In the data below, begin at the line with "The image size" and stop after the line with "Task: Click on the scheduled-label: Scheduled"; output those lines exactly and no pictures.

* _Material supplied_:
<<<<

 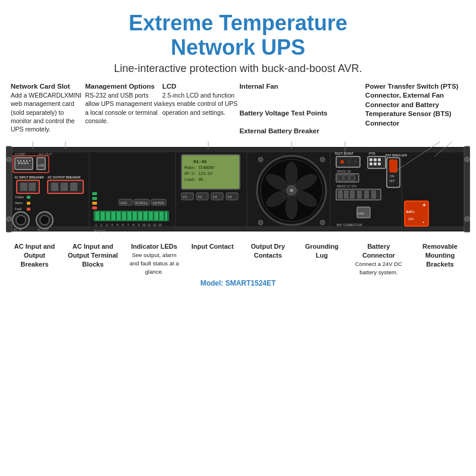 I want to click on svg-text: Load: 0%, so click(x=194, y=180).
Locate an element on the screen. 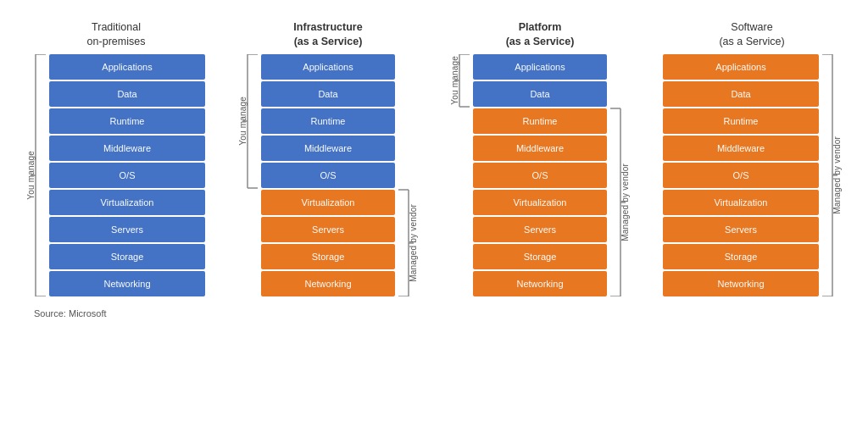  tile-saas-4: O/S is located at coordinates (741, 175).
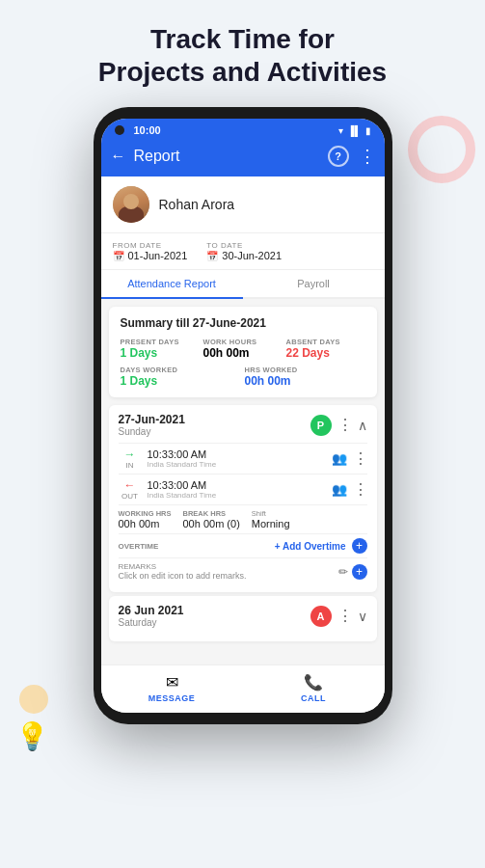 The width and height of the screenshot is (485, 868). What do you see at coordinates (152, 420) in the screenshot?
I see `day-date-1: 27-Jun-2021` at bounding box center [152, 420].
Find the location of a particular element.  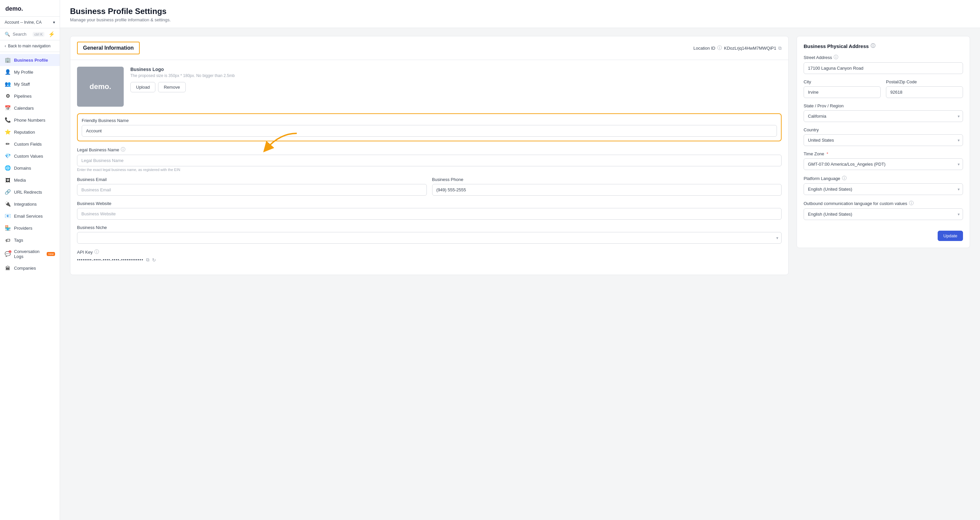

platform-language-group: Platform Language ⓘ English (United Stat… is located at coordinates (883, 185).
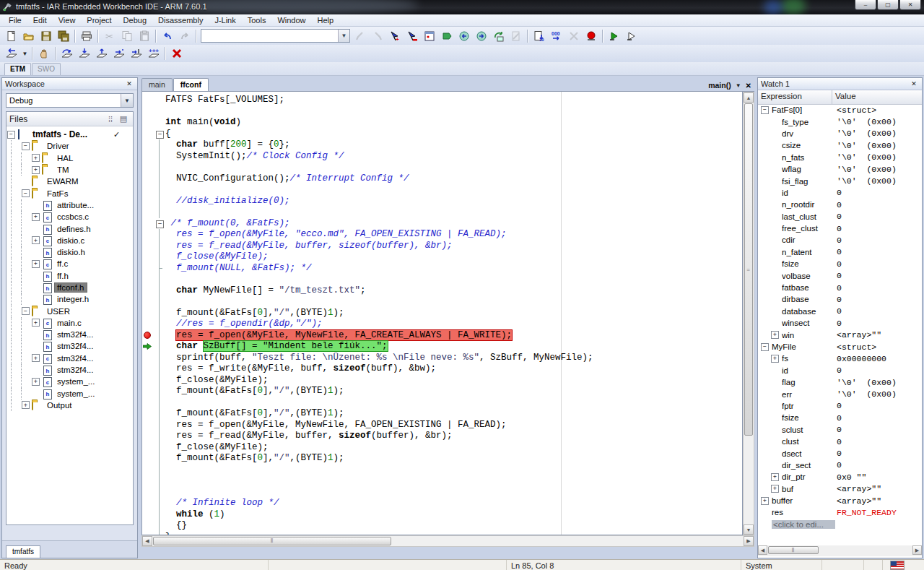 The height and width of the screenshot is (570, 924). I want to click on tree-item-ewarm: +EWARM, so click(69, 181).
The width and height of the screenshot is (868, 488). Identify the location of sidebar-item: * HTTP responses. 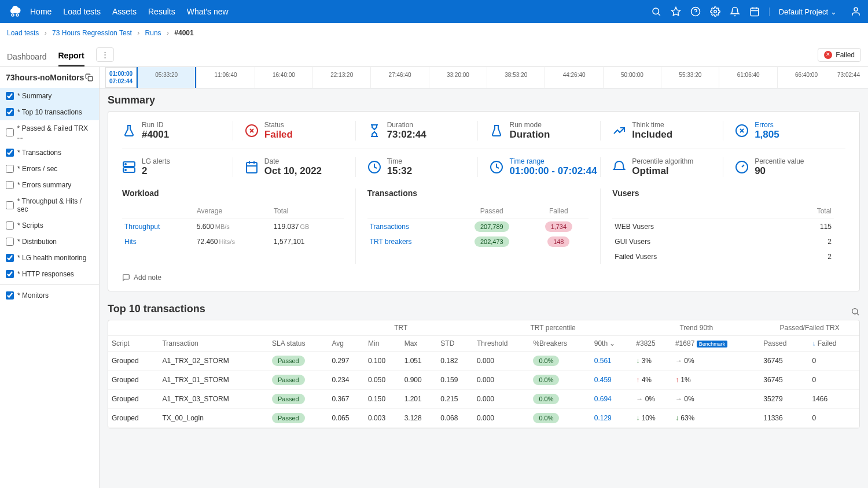
(50, 274).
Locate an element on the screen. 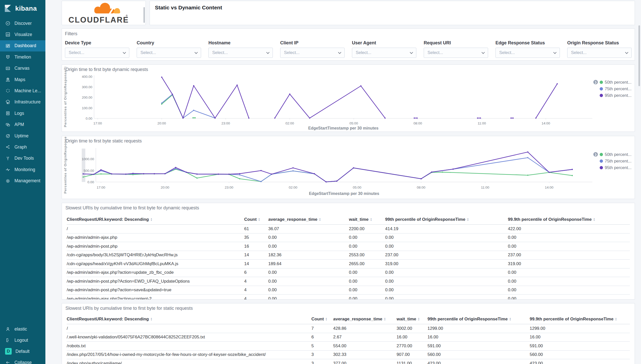 The width and height of the screenshot is (641, 364). y-axis-title: Percentiles of OriginResponseTi is located at coordinates (65, 97).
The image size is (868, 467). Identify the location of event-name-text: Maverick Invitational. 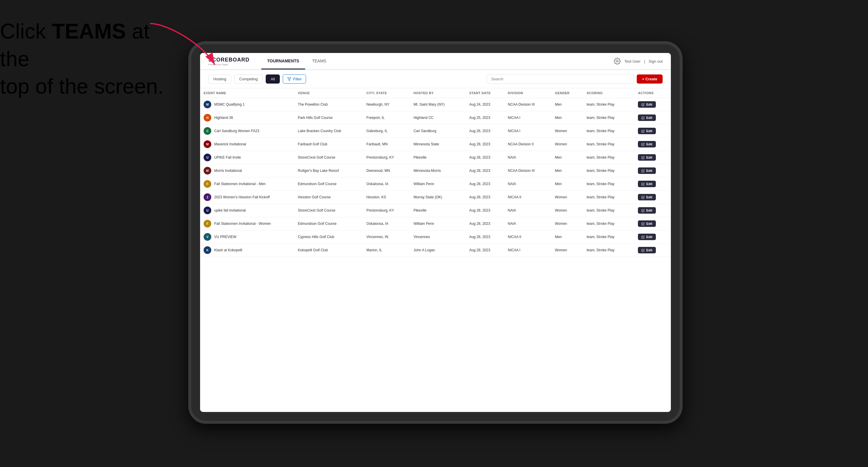
(230, 144).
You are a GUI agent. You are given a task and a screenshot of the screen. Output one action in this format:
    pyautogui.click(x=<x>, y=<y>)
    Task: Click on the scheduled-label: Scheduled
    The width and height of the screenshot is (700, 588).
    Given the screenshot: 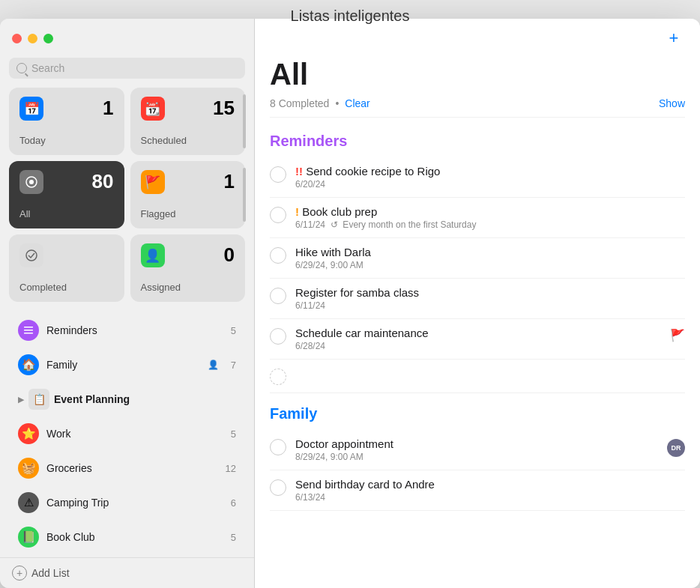 What is the action you would take?
    pyautogui.click(x=188, y=141)
    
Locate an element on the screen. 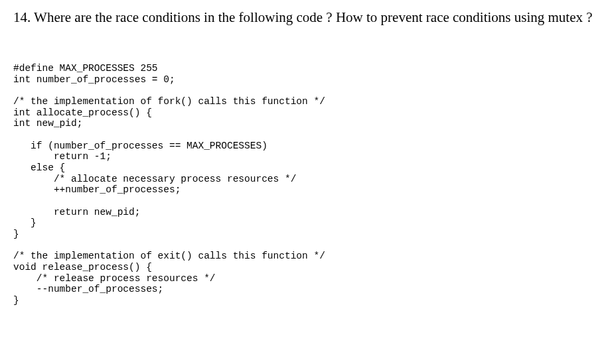  code-line: int number_of_processes = 0; is located at coordinates (94, 80).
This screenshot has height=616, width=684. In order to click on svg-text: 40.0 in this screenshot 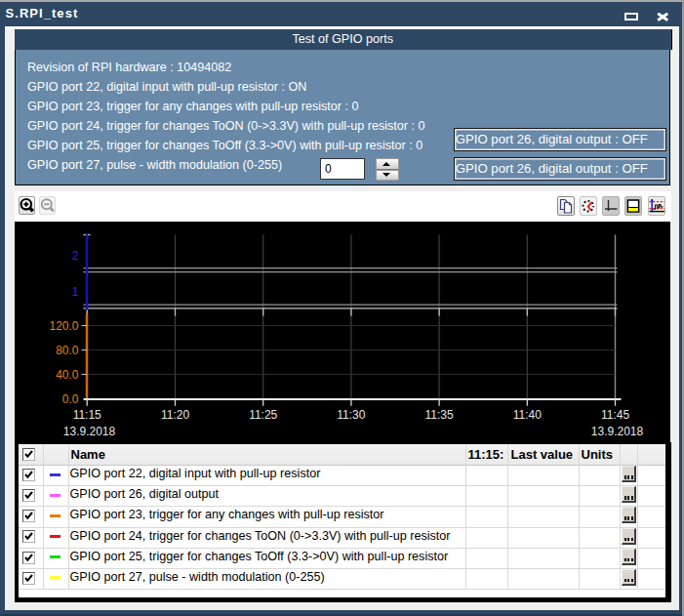, I will do `click(67, 375)`.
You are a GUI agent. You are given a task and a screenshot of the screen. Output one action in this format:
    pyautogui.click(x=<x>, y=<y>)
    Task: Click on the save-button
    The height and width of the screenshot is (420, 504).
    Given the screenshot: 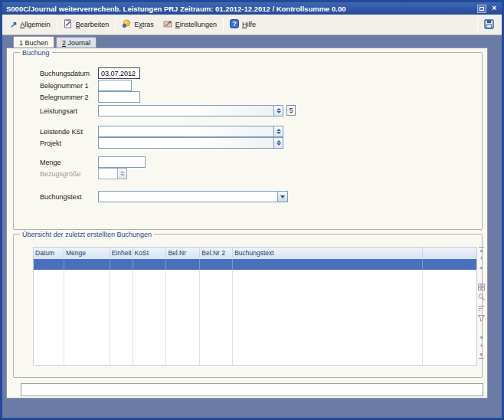 What is the action you would take?
    pyautogui.click(x=489, y=25)
    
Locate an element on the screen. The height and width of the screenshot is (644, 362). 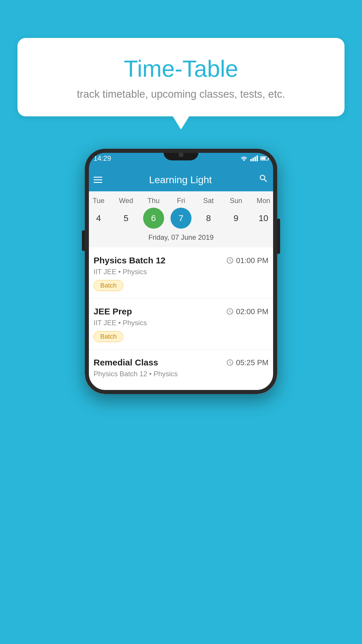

>>>>

* _Answer box_:
The image size is (868, 467). Identify the location of event-name-text: Maverick Invitational. 
(230, 144).
You are a GUI agent. You are given a task and a screenshot of the screen. Output one action in this format:
    pyautogui.click(x=<x>, y=<y>)
    Task: Click on the scheduled-label: Scheduled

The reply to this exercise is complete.